Citing jurisprudence, Lagman said that the courts "do not involve themselves with or delve into the policy or wisdom of a statute."
He added: "The remedy against an unwise or improvident law is to seek its amendment or repeal by the legislature itself."
The bill, which Marcos certified urgent, hurdled the House and Senate with barely any opposition. At the Senate, which passed the bill past midnight on Wednesday, it was passed with just one "no" vote — that of Sen. Risa Hontiveros.
Pimentel and Hontiveros are the only members of the minority bloc at the 24-member Senate.
Funding for the P500-billion investment fund will come from the Land Bank of the Philippines, the Development Bank of the Philippines, dividends from the Bangko Sentral ng Pilipinas, and share earnings from the Philippine Amusements and Gaming Corp. Critics of the measure say it is prone to corruption and that plans for the fund are unclear.

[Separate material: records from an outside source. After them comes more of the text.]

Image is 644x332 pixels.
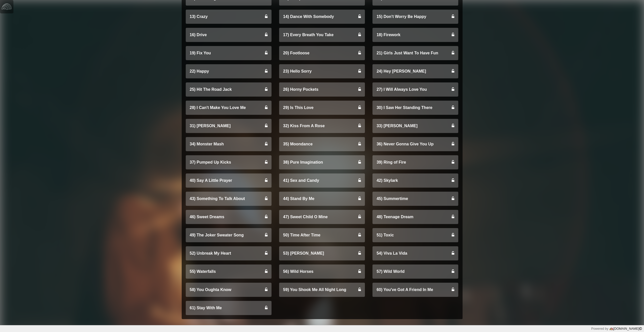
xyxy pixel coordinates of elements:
[372,64,458,79] a: 24) Hey [PERSON_NAME]
[186,101,272,115] a: 28) I Can't Make You Love Me
[372,283,458,297] a: 60) You've Got A Friend In Me
[279,137,365,151] a: 35) Moondance
[279,210,365,224] a: 47) Sweet Child O Mine
[279,119,365,133] a: 32) Kiss From A Rose
[372,101,458,115] a: 30) I Saw Her Standing There
[279,101,365,115] a: 29) Is This Love
[186,301,272,315] a: 61) Stay With Me
[279,28,365,42] a: 17) Every Breath You Take
[2,2,12,12] img: logo-white-4c48a5e4bebecaebe01ca5a9d34031cfd3d4ef9ae749242e8c4bf12ef99f53e8.png
[372,155,458,169] a: 39) Ring of Fire
[186,228,272,242] a: 49) The Joker Sweater Song
[372,246,458,260] a: 54) Viva La Vida
[279,283,365,297] a: 59) You Shook Me All Night Long
[186,174,272,188] a: 40) Say A Little Prayer
[372,210,458,224] a: 48) Teenage Dream
[591,326,642,331] div: Powered by
[372,137,458,151] a: 36) Never Gonna Give You Up
[372,82,458,97] a: 27) I Will Always Love You
[186,283,272,297] a: 58) You Oughta Know
[279,228,365,242] a: 50) Time After Time
[186,28,272,42] a: 16) Drive
[186,64,272,79] a: 22) Happy
[279,64,365,79] a: 23) Hello Sorry
[609,327,613,331] img: logo-color-e1b8fa5219d03fcd66317c3d3cfaab08a3c62fe3c3b9b34d55d8365b78b1766b.png
[372,28,458,42] a: 18) Firework
[608,327,642,330] a: [DOMAIN_NAME]
[372,119,458,133] a: 33) [PERSON_NAME]
[186,46,272,60] a: 19) Fix You
[372,174,458,188] a: 42) Skylark
[186,137,272,151] a: 34) Monster Mash
[279,46,365,60] a: 20) Footloose
[186,265,272,279] a: 55) Waterfalls
[372,228,458,242] a: 51) Toxic
[279,82,365,97] a: 26) Horny Pockets
[372,10,458,24] a: 15) Don't Worry Be Happy
[186,82,272,97] a: 25) Hit The Road Jack
[279,246,365,260] a: 53) [PERSON_NAME]
[186,210,272,224] a: 46) Sweet Dreams
[186,10,272,24] a: 13) Crazy
[372,46,458,60] a: 21) Girls Just Want To Have Fun
[372,192,458,206] a: 45) Summertime
[279,265,365,279] a: 56) Wild Horses
[279,155,365,169] a: 38) Pure Imagination
[186,192,272,206] a: 43) Something To Talk About
[279,192,365,206] a: 44) Stand By Me
[186,119,272,133] a: 31) [PERSON_NAME]
[279,174,365,188] a: 41) Sex and Candy
[372,265,458,279] a: 57) Wild World
[186,246,272,260] a: 52) Unbreak My Heart
[186,155,272,169] a: 37) Pumped Up Kicks
[279,10,365,24] a: 14) Dance With Somebody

Lagman said that money that will be put in the Maharlika fund would be better used to fund socio-economic services and infrastructure development while the government has "a huge fiscal deficit; high inflation rate; a very low human development index ranking; and poor gross domestic product (GDP) per capita."
In a separate statement Friday, Pimentel called the bill "full of opaque provisions, contradictions, ambiguities, and loopholes."